Brief - Reproduce all the data, character for character.

Stored data -
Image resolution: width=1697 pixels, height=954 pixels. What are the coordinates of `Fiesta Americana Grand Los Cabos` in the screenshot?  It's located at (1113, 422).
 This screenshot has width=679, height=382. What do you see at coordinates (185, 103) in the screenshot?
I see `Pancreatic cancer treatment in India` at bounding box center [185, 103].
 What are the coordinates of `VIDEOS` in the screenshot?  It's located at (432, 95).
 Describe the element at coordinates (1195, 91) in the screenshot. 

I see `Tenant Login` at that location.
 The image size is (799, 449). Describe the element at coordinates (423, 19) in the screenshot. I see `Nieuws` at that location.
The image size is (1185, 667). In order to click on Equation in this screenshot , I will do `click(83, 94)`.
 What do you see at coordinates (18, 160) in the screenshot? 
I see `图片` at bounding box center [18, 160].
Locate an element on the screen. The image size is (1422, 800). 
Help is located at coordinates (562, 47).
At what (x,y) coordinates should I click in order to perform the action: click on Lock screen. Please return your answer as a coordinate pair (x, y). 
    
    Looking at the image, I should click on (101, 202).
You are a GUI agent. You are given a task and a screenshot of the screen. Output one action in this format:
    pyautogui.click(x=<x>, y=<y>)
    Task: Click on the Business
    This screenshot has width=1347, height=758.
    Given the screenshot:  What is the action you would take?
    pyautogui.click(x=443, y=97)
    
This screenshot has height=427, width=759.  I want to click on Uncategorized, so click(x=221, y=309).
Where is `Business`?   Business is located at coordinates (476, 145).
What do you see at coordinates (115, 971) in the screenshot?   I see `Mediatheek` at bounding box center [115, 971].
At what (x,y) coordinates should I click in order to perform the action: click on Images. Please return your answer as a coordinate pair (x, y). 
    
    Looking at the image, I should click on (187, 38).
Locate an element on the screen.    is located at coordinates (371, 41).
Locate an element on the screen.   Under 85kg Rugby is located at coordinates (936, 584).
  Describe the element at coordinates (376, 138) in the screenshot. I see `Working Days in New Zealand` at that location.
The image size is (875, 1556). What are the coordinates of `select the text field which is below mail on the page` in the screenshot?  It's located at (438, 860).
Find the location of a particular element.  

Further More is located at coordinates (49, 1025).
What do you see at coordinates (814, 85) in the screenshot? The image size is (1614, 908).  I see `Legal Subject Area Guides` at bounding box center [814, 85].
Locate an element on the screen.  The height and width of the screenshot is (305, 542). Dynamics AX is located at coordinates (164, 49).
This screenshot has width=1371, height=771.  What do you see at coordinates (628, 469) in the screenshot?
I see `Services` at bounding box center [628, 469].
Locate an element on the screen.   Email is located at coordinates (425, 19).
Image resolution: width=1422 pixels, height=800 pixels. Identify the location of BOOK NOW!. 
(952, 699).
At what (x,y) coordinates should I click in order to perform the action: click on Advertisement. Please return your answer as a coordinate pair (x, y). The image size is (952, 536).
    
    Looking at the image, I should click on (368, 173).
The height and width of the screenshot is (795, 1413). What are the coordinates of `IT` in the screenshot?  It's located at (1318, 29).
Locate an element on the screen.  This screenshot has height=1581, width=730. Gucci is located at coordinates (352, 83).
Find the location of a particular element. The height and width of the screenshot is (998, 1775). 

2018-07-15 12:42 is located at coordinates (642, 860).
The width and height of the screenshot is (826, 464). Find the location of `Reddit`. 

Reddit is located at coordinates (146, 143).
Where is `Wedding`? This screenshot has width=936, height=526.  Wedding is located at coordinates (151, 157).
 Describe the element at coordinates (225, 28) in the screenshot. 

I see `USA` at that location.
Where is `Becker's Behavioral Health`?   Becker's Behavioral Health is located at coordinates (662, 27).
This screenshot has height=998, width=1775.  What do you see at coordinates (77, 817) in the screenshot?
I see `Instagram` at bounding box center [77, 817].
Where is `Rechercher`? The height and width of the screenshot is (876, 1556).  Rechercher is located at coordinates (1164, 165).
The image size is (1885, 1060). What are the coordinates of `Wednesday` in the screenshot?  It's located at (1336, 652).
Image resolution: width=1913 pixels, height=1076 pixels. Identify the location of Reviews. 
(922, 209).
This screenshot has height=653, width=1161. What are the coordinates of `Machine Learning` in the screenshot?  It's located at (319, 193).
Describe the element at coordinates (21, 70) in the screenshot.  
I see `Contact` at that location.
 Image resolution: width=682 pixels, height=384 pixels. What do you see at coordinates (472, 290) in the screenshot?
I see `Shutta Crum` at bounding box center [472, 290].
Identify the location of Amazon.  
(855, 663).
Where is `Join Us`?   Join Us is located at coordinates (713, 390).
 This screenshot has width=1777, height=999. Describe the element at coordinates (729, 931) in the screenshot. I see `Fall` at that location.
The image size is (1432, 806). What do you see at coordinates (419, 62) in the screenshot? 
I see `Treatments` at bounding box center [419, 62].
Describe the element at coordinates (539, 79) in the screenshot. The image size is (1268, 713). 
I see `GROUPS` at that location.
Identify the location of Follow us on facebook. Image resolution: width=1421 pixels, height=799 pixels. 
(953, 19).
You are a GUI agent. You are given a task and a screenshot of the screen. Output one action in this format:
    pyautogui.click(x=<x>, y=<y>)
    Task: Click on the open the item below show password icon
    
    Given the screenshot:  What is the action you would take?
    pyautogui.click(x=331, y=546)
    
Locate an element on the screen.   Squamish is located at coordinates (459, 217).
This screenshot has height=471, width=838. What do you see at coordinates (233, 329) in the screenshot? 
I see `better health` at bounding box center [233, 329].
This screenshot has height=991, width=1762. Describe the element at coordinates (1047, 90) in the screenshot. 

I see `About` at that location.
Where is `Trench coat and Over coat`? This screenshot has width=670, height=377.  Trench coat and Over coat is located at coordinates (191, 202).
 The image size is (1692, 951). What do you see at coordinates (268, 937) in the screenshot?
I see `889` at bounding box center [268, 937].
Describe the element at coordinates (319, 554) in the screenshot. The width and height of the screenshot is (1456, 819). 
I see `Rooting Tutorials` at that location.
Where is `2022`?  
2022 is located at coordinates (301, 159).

Response area -
Image resolution: width=1697 pixels, height=954 pixels. What are the coordinates of `Fiesta Americana Grand Los Cabos` in the screenshot?  It's located at (1113, 422).
 This screenshot has width=679, height=382. What do you see at coordinates (185, 103) in the screenshot?
I see `Pancreatic cancer treatment in India` at bounding box center [185, 103].
 What are the coordinates of `VIDEOS` in the screenshot?  It's located at (432, 95).
 Describe the element at coordinates (1195, 91) in the screenshot. 

I see `Tenant Login` at that location.
 The image size is (799, 449). Describe the element at coordinates (423, 19) in the screenshot. I see `Nieuws` at that location.
The image size is (1185, 667). In order to click on Equation in this screenshot , I will do `click(83, 94)`.
 What do you see at coordinates (18, 160) in the screenshot? 
I see `图片` at bounding box center [18, 160].
Locate an element on the screen. The image size is (1422, 800). 
Help is located at coordinates (562, 47).
At what (x,y) coordinates should I click in order to perform the action: click on Lock screen. Please return your answer as a coordinate pair (x, y). 
    
    Looking at the image, I should click on (101, 202).
You are a GUI agent. You are given a task and a screenshot of the screen. Output one action in this format:
    pyautogui.click(x=<x>, y=<y>)
    Task: Click on the Business
    This screenshot has width=1347, height=758.
    Given the screenshot:  What is the action you would take?
    pyautogui.click(x=443, y=97)
    
This screenshot has height=427, width=759.  I want to click on Uncategorized, so click(x=221, y=309).
Where is `Business`?   Business is located at coordinates (476, 145).
What do you see at coordinates (115, 971) in the screenshot?   I see `Mediatheek` at bounding box center [115, 971].
At what (x,y) coordinates should I click in order to perform the action: click on Images. Please return your answer as a coordinate pair (x, y). 
    
    Looking at the image, I should click on (187, 38).
Locate an element on the screen.    is located at coordinates (371, 41).
Locate an element on the screen.   Under 85kg Rugby is located at coordinates (936, 584).
  Describe the element at coordinates (376, 138) in the screenshot. I see `Working Days in New Zealand` at that location.
The image size is (875, 1556). What are the coordinates of `select the text field which is below mail on the page` in the screenshot?  It's located at (438, 860).
Find the location of a particular element.  

Further More is located at coordinates (49, 1025).
What do you see at coordinates (814, 85) in the screenshot? The image size is (1614, 908).  I see `Legal Subject Area Guides` at bounding box center [814, 85].
Locate an element on the screen.  The height and width of the screenshot is (305, 542). Dynamics AX is located at coordinates (164, 49).
This screenshot has width=1371, height=771.  What do you see at coordinates (628, 469) in the screenshot?
I see `Services` at bounding box center [628, 469].
Locate an element on the screen.   Email is located at coordinates (425, 19).
Image resolution: width=1422 pixels, height=800 pixels. Identify the location of BOOK NOW!. 
(952, 699).
At what (x,y) coordinates should I click in order to perform the action: click on Advertisement. Please return your answer as a coordinate pair (x, y). The image size is (952, 536).
    
    Looking at the image, I should click on (368, 173).
The height and width of the screenshot is (795, 1413). What are the coordinates of `IT` in the screenshot?  It's located at (1318, 29).
Locate an element on the screen.  This screenshot has height=1581, width=730. Gucci is located at coordinates (352, 83).
Find the location of a particular element. The height and width of the screenshot is (998, 1775). 

2018-07-15 12:42 is located at coordinates (642, 860).
The width and height of the screenshot is (826, 464). Find the location of `Reddit`. 

Reddit is located at coordinates (146, 143).
Where is `Wedding`? This screenshot has width=936, height=526.  Wedding is located at coordinates (151, 157).
 Describe the element at coordinates (225, 28) in the screenshot. 

I see `USA` at that location.
Where is `Becker's Behavioral Health`?   Becker's Behavioral Health is located at coordinates (662, 27).
This screenshot has height=998, width=1775.  What do you see at coordinates (77, 817) in the screenshot?
I see `Instagram` at bounding box center [77, 817].
Where is `Rechercher`? The height and width of the screenshot is (876, 1556).  Rechercher is located at coordinates (1164, 165).
The image size is (1885, 1060). What are the coordinates of `Wednesday` in the screenshot?  It's located at (1336, 652).
Image resolution: width=1913 pixels, height=1076 pixels. Identify the location of Reviews. 
(922, 209).
This screenshot has height=653, width=1161. What are the coordinates of `Machine Learning` in the screenshot?  It's located at (319, 193).
Describe the element at coordinates (21, 70) in the screenshot.  
I see `Contact` at that location.
 Image resolution: width=682 pixels, height=384 pixels. What do you see at coordinates (472, 290) in the screenshot?
I see `Shutta Crum` at bounding box center [472, 290].
Identify the location of Amazon.  
(855, 663).
Where is `Join Us`?   Join Us is located at coordinates (713, 390).
 This screenshot has width=1777, height=999. Describe the element at coordinates (729, 931) in the screenshot. I see `Fall` at that location.
The image size is (1432, 806). What do you see at coordinates (419, 62) in the screenshot? 
I see `Treatments` at bounding box center [419, 62].
Describe the element at coordinates (539, 79) in the screenshot. The image size is (1268, 713). 
I see `GROUPS` at that location.
Identify the location of Follow us on facebook. Image resolution: width=1421 pixels, height=799 pixels. 
(953, 19).
You are a GUI agent. You are given a task and a screenshot of the screen. Output one action in this format:
    pyautogui.click(x=<x>, y=<y>)
    Task: Click on the open the item below show password icon
    
    Given the screenshot:  What is the action you would take?
    pyautogui.click(x=331, y=546)
    
Locate an element on the screen.   Squamish is located at coordinates (459, 217).
This screenshot has height=471, width=838. What do you see at coordinates (233, 329) in the screenshot? 
I see `better health` at bounding box center [233, 329].
This screenshot has height=991, width=1762. Describe the element at coordinates (1047, 90) in the screenshot. 

I see `About` at that location.
Where is `Trench coat and Over coat`? This screenshot has width=670, height=377.  Trench coat and Over coat is located at coordinates (191, 202).
 The image size is (1692, 951). What do you see at coordinates (268, 937) in the screenshot?
I see `889` at bounding box center [268, 937].
Describe the element at coordinates (319, 554) in the screenshot. The width and height of the screenshot is (1456, 819). 
I see `Rooting Tutorials` at that location.
Where is `2022`?  
2022 is located at coordinates (301, 159).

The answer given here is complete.